Tag Archives: 4heads

GOVERNORS ISLAND ART FAIR

(photo by twi-ny/mdr)

You’ll have to think hard to answer Sean Boggs’s perplexing and engaging “Slow Phones” (photo by twi-ny/mdr)

Colonel’s Row, Governors Island
September 13-14, 20-21, 27-28, free, 11:00 am – 6:00 pm
212-673-9074
www.4heads.org
www.govisland.com

The seventh annual Governors Island Art Fair is up and running, spread across one hundred rooms in decommissioned army barracks and former military residences along Colonel’s Row and outside on the grounds. Sponsored by 4heads, a nonprofit founded in 2008 by Nicole Laemmle, Jack Robinson, and Antony Zito to offer free space to artists to explore their vision, the fair features painting, drawing, photography, sculpture, video, installation, and sound works. Each artist or independent gallery/collective is assigned his or her own room where they can create to their heart’s content.

(photo by twi-ny/mdr)

Taezoo Park’s “Digital Being” repurposes technological waste to look at the future (photo by twi-ny/mdr)

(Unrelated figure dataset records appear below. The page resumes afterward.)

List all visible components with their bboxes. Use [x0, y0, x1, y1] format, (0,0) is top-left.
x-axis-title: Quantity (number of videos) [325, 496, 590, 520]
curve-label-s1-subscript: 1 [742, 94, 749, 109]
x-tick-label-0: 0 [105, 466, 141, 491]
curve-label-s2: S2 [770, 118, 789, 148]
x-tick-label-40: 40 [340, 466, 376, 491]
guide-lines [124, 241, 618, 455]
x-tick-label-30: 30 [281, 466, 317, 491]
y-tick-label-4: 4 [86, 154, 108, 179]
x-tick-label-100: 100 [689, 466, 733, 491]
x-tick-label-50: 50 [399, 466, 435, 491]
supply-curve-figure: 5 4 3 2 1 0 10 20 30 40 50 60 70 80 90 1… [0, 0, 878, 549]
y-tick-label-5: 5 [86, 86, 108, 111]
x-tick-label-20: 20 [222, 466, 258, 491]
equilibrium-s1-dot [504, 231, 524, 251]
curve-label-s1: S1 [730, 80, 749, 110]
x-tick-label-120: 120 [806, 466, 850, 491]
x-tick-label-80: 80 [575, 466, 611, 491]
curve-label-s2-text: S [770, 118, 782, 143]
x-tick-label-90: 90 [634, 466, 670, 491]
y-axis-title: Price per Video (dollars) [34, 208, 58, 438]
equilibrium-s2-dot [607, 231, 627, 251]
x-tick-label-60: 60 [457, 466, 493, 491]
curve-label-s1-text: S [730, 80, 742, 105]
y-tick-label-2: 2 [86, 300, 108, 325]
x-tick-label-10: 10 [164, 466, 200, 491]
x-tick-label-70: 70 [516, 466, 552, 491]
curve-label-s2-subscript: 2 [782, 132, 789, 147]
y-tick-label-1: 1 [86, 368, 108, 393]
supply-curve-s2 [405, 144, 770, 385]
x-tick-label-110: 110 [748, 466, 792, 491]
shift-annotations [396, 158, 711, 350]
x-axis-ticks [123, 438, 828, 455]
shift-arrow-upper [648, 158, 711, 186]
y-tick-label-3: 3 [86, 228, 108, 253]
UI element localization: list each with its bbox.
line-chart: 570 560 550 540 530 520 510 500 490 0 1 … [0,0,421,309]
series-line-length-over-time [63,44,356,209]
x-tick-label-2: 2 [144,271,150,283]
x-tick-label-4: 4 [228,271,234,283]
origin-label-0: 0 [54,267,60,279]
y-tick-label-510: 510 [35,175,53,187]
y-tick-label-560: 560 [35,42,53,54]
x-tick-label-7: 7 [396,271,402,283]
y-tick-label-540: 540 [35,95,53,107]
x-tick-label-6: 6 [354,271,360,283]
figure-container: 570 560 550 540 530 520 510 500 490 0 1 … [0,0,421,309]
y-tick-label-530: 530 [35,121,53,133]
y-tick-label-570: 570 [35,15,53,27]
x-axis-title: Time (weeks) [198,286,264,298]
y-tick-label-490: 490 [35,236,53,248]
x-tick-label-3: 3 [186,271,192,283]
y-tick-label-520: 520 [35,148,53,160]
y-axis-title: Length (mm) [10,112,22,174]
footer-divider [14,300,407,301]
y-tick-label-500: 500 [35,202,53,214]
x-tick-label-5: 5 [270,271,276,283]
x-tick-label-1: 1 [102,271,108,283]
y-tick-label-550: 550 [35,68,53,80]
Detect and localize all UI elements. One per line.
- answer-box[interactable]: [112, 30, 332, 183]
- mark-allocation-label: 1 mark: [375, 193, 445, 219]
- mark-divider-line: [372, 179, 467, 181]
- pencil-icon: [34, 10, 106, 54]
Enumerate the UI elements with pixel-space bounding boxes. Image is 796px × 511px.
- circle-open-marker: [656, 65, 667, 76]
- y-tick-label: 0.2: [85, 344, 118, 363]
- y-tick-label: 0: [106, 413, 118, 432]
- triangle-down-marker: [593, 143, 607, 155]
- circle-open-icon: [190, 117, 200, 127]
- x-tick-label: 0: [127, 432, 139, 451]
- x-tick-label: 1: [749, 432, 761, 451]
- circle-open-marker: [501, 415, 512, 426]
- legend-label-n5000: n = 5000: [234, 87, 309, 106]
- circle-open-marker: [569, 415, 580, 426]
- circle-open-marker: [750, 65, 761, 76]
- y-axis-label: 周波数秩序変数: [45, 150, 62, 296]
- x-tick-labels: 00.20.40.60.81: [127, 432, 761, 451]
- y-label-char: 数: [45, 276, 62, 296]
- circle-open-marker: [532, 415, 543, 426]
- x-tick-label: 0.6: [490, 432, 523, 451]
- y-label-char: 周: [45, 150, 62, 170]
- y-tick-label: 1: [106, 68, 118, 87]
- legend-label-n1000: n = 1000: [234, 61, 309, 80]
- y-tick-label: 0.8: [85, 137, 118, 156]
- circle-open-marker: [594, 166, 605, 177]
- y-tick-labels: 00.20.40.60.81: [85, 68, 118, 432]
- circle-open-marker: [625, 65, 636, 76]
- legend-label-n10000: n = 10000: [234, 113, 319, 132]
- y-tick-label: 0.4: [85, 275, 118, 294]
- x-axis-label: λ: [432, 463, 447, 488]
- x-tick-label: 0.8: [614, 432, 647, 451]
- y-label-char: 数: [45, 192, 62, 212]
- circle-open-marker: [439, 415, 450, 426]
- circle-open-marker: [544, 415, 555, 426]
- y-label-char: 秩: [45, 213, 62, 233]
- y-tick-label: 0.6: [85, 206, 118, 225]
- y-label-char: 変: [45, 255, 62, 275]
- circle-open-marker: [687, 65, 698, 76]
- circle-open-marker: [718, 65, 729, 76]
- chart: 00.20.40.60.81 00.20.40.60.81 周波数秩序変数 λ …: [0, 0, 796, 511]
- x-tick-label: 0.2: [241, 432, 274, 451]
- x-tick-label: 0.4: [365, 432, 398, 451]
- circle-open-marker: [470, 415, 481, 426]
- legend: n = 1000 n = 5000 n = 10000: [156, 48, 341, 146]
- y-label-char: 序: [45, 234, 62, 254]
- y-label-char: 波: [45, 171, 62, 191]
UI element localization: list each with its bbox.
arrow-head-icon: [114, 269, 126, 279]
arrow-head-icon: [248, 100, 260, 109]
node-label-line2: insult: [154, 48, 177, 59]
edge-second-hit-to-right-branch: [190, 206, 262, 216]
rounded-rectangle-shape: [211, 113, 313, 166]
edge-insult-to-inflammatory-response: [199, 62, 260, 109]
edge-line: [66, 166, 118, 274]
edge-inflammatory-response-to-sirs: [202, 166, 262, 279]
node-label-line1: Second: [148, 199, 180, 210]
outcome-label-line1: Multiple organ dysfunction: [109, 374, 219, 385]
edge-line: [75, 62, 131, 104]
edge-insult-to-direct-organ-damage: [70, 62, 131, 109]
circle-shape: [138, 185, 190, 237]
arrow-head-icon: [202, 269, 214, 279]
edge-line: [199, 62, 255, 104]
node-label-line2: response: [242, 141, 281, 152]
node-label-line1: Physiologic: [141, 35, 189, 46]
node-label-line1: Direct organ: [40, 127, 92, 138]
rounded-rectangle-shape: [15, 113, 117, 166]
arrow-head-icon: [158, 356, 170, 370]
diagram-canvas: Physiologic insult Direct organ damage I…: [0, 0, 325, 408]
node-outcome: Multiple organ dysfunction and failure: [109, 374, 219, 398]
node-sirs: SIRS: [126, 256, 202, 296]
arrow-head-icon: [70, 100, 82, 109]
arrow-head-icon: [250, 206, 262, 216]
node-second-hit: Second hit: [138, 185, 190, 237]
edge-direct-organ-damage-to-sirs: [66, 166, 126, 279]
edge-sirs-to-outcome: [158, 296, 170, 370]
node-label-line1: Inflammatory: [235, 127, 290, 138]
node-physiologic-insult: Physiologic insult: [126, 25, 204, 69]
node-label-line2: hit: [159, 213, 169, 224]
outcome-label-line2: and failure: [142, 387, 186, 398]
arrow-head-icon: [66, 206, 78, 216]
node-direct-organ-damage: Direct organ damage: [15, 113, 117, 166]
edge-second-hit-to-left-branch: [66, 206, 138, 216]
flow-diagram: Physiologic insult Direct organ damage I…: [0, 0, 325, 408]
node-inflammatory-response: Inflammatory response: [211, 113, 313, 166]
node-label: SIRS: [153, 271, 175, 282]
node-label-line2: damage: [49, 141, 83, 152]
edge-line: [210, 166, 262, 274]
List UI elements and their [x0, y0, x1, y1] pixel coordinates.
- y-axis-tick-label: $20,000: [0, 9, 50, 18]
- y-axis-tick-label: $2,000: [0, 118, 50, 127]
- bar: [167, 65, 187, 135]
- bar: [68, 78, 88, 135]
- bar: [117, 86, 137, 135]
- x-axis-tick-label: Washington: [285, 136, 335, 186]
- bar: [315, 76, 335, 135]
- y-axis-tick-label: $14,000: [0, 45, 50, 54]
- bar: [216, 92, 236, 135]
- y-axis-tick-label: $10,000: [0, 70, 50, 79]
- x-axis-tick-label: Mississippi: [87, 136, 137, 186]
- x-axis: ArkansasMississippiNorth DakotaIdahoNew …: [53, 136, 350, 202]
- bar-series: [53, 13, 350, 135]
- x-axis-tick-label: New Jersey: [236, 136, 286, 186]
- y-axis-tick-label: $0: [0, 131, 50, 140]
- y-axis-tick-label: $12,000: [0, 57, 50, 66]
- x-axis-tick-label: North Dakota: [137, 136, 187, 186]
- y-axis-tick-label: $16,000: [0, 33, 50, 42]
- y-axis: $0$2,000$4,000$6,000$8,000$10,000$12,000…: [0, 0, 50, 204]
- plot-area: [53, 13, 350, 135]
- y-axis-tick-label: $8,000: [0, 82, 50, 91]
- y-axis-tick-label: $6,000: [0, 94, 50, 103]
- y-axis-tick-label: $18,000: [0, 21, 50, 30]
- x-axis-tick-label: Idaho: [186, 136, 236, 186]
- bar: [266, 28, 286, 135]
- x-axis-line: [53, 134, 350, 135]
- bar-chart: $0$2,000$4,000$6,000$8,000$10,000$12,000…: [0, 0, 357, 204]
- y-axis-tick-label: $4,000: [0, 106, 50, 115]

Our favorite home is 404B, where you are greeted on the ground floor by Sean Boggs’s “Slow Phones,” with “Ear Piece” and “Mouth Piece” on either side of the fireplace, offering an intriguing foray into deceleration, perception, and peripheral vision. Get right up close and try to figure out how the single bead in the former and the multiple beads in the latter move, as the two large-scale circles seem to be at a stand-still; of course, younger people might not even recognize them as parts of an old rotary phone. Also worthy of close examination is Boggs’s “Ten Digits,” a wall sculpture consisting of a bed of pins based on a color-blindness test, the pins representing the numbers zero to nine, organized by size, texture, density, hue, and distance. Walk through the kitchen and take the stairs to Taezoo Park’s “Digital Being,” what he enigmatically describes as “a series of the kinetic installations of technological garbage based on the hypothetical existence of an invisible and formless creature born within the circuits of electronic waste.” Influenced by Nam June Paik — Park worked on the “Becoming Robot” Paik exhibition that just opened at Asia Society — the enthusiastic young artist has repurposed old television and computer monitors and programmed them to show scrambled signals, alongside questions and statements about singularity and the future of technology: “Digitize conscious through scanners — Human Being faces this ethical question before death. What is your choice?”

Hao Ni’s “Night II” sets the mood for the curious third floor of 404B (photo by twi-ny/mdr)

Hao Ni’s “Night II” sets the mood for the curious third floor of 404B (photo by twi-ny/mdr)

There’s lots of cool strangeness going on farther upstairs on the third floor, including Hao Ni’s “Night II,” in which water drips down monofilament, lit by car headlights; Sangjun Yoo’s “Synchronicity (i),” a plastic sculpture hanging from the ceiling in a dark room; and Sabrina Barrios’s “How to Build a Pyramid — Part II: Understanding the Connections to Constellations,” a construction of strings and nails that glows under black light. There’s also a corner installation that looks like something pretty weird happened there. It all comes together under the creepy rafters to feel like a room being investigated by Scully and Mulder.